Motivated by existing architectures, we curate our own pipeline by fusing fine-tuned transformer
based models with additional features to solve this challenge and highlight the diferent
methodologies that were adopted for the three languages – English, Hindi, Marathi, and Code Mixed
Hindi - English. We also make our code, methodology and approach public to the research
community. 4</p>
    </sec>
    <sec id="sec-2">
      <title>2. Literature Review</title>
      <p>Discerning hateful content on social media is an already tricky problem given the challenges
associated with it, for instance disrespectful/abusive words could be censored in text, some
expressions may not be inherently ofensive, however they can be so in the right context [ 9].
Owing to the conversational design of social media wherein users can reply to a given comment
(either support, refute or irrelevant to the original message), the build-up of threads in response
to a hateful message can also intensify hate even if the reply is not hateful on its own. The
evolution of such hate intensity has shown diverse patterns and no direct correlation to the
parent tweet which makes the task of hate speech detection more dificult [ 10].</p>
      <p>
        Significant amount of research has been conducted to evaluate traditional NLP approaches
such as character level CNNs, word embedding based approaches and the myriad of
variations with LSTMs (sub-word level, hierarchical, BiLSTMs) [11]. Likewise, Machine Learning
algorithms including SVMs, K-Nearest Neighbours, Multinomial Naive Bayes (MNB) and their
respective performances in multilingual text settings have also been explored [
        <xref ref-type="bibr" rid="ref8">12, 7, 13</xref>
        ].
Investigating categories of profane words that are commonly used in hate speech is another non-trivial
subtask under the hate detection umbrella, primarily because of the diferent interpretations of
words in diferent cultures/demographics, adaptation of slangs in newer generations etc [ 14].
      </p>
      <p>
        In recent times however, with the introduction of Transformer based models and their
performance in Natural Language Understanding (NLU) tasks, significant work has been done
in order to adapt these for multilingual texts as well to leverage transfer between languages.

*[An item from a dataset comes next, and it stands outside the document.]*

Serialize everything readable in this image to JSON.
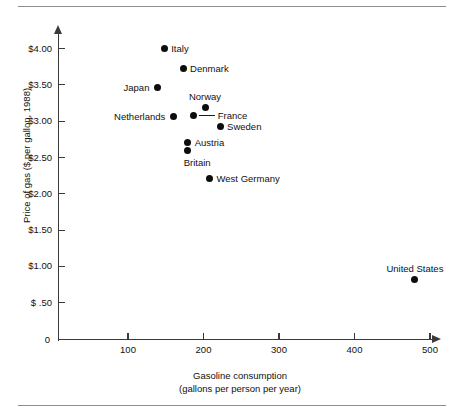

Models such as XLMR, mBERT, MuRIL, RemBERT have gained much popularity and have shown
promising results [
        <xref ref-type="bibr" rid="ref9">15, 16, 17</xref>
        ]. Transfer learning based approaches that leverage performance of
high resource languages accompanied with CNN classification heads have also shown significant
improvements in capturing hateful content on social media platforms [
        <xref ref-type="bibr" rid="ref10 ref11">18, 19</xref>
        ]. Sharing and
re-utilizing the model weights learnt whilst training on a corpus for a high resource language
can aid the process of training for languages that are still under explored [
        <xref ref-type="bibr" rid="ref12">20</xref>
        ].
      </p>
      <p>4https://github.com/Adi2K/Precog-HASOC-2021</p>
    </sec>
    <sec id="sec-3">
      <title>3. Dataset</title>
      <sec id="sec-3-1">
        <title>3.1. Dataset &amp; Task Description</title>
        <p>
          Subtask 1 consisted of data for 3 languages, namely – English, Hindi and Marathi [
          <xref ref-type="bibr" rid="ref13 ref14">21, 22</xref>
          ].
For English and Hindi, the task was further subdivided into 2 sub-parts: a) Identification of
hateful v/s non-hateful content and b) Characterizing the kind of hate present in a tweet –
either Profane, Hateful, Ofensive or None. The distribution of the diferent data classes for
each of the three languages is shown in Table 1.
        </p>
      </sec>
      <sec id="sec-3-2">
        <title>3.2. Preprocessing Data</title>
        <p>As a precursor to applying any NLP models on text data, we pre-processed the dataset with
standard techniques. Given that the data from Twitter is bound to have certain amount of noise
and unwanted elements such as – URLs, mentions etc, these were removed from the tweet texts.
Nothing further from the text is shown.